> [Records to process]

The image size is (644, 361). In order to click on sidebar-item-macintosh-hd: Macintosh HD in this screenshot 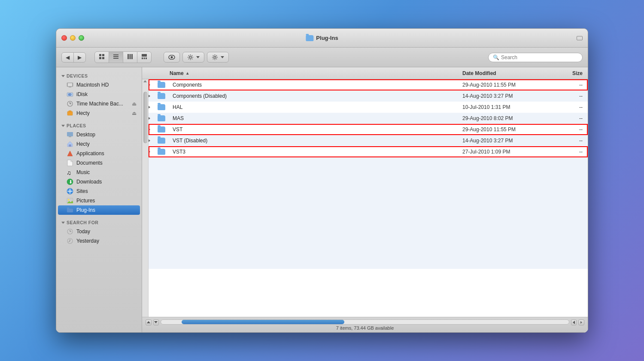, I will do `click(99, 85)`.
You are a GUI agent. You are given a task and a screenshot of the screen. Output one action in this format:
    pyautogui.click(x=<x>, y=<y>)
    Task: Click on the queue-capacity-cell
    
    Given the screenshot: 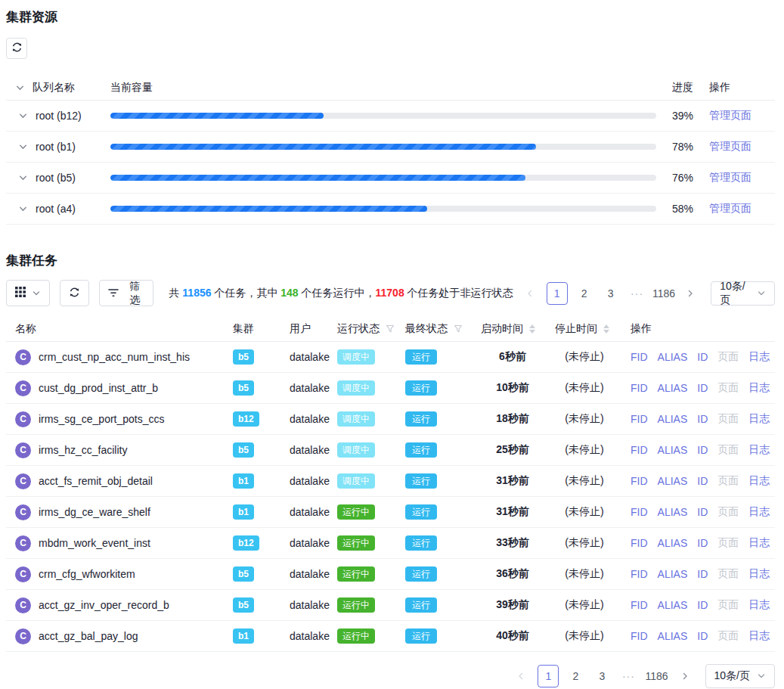 What is the action you would take?
    pyautogui.click(x=383, y=116)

> [What you are asked to do] Begin with the line above that has "You are a GUI" and continue through the line that has "Task: Click on the queue-capacity-cell", setting each one down exactly. Stop there.

> [Answer to this task]
You are a GUI agent. You are given a task and a screenshot of the screen. Output one action in this format:
    pyautogui.click(x=<x>, y=<y>)
    Task: Click on the queue-capacity-cell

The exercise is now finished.